Indeed, each work seems to me to offer the audience a meticulous dissection of an intimate, even fraught, moment in time, exploring the many joys and sorrows of everyday South Africans, and the multiple failures and triumphs of the human spirit. He deals with matters that often seem to carry far more weight than a time-bound response to a particular political situation, important as that may also be in its time and place.

The Market Theatre where many of Fugard’s plays were staged. Photo: Web/Wikimedia commons 4.0

In my reckoning, no more than a half-dozen of his 40 known plays may be seen as primarily and justifiably politically activist in intent – angry and effective indictments of an inhumane socio-political system and its devastating impact on the lives of people. Among them, one obviously must include a number of his best-known works. Yet, even in those works, it is precisely the impact of the diabolical system on the intimate lives of individual people that becomes the real focus, the playwright exploring the immense burden to be borne by the individual. In essence, Fugard was at his best when simply chronicling significant everyday events – with themes drawn from his own life and that of people he had either observed or read about.
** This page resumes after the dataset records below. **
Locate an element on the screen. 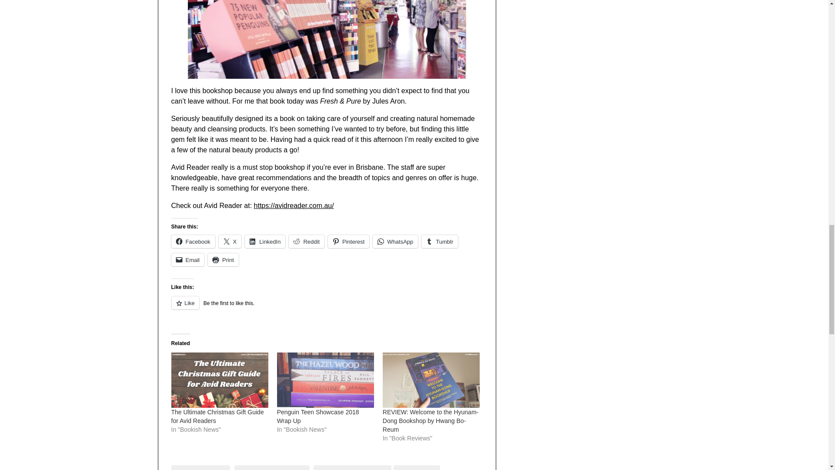 The width and height of the screenshot is (835, 470). Click to share on Tumblr is located at coordinates (439, 241).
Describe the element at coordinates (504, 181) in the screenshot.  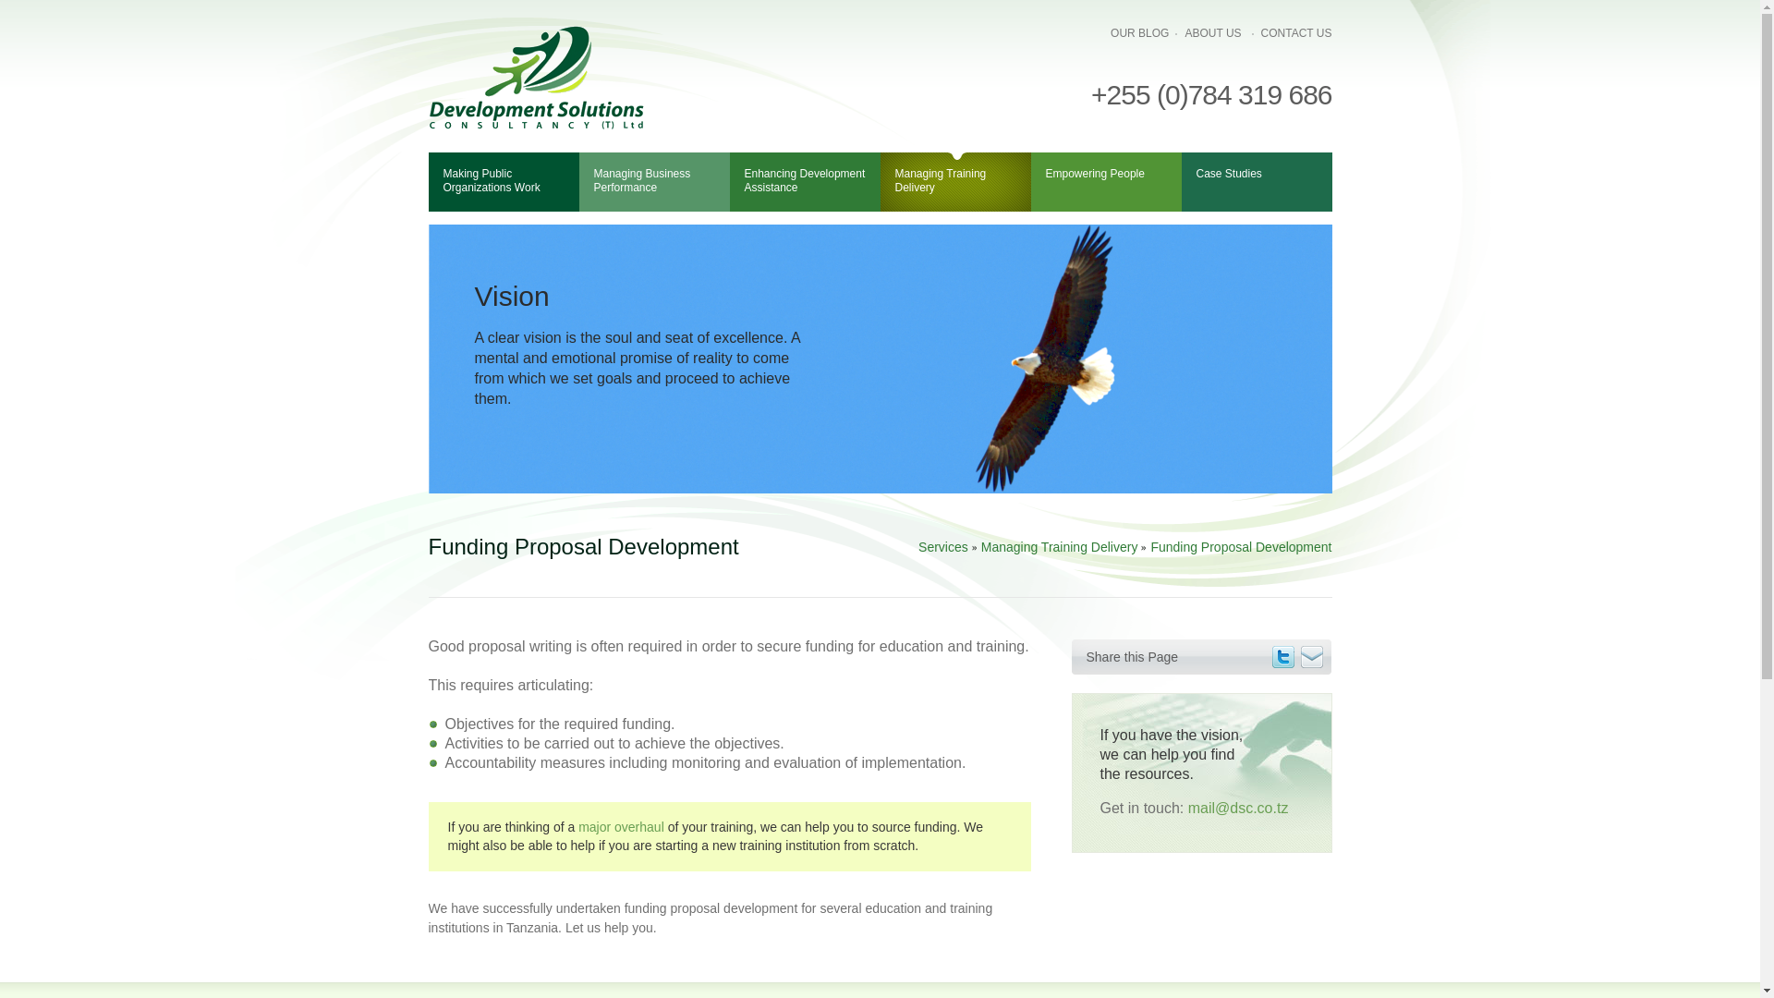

This is the Dorkay House in Johannesburg, the location of the Rehearsal Room. Photo: Web/Wikipedia commons 4.0

Besides his legacy of plays, Athol Fugard was also, directly and indirectly, a prime mover in and collaborator on a loosely-linked set of new and exciting performance initiatives, spaces and festivals over the course of the past half century, initiatives where experimentation and audacious performance could thrive. Among them — his Serpent Players, The Rehearsal Room at Dorkay House, the Space Theatre, the Market Theatre, the Baxter Theatre and, of course, the Fugard Theatre in Cape Town. All became part of an ever-expanding South African alternative theatre movement, one inspired by the society’s own cultural struggle, the global experimental movement of the 1970s and the international playwright’s boycott. Fugard-inspired, all ultimately became the essential infrastructure of South African theatre in the new millennium. 


*Temple Hauptfleisch is a retired South African drama teacher, playwright and theatre researcher, the former head of the Centre for SA Theatre Research (CESAT, 1979-87), Chair of the University of Stellenbosch Drama Department (1995-2005) and director of the Centre for Theatre and Performance Studies at Stellenbosch (1994-2009). Founder-editor of the South African Theatre Journal (1987-) and the online Encylopaedia for South African Theatre, Film, Media and Performance (ESAT, 2005). This piece was written specifically for Critical Stages.

Copyright © 2025 Temple Hauptfleisch
Critical Stages/Scènes critiques, #31, June 2025
e-ISSN: 2409-7411

Creative Commons Attribution International License

This work is licensed under the
Creative Commons Attribution International License CC BY-NC-ND 4.0.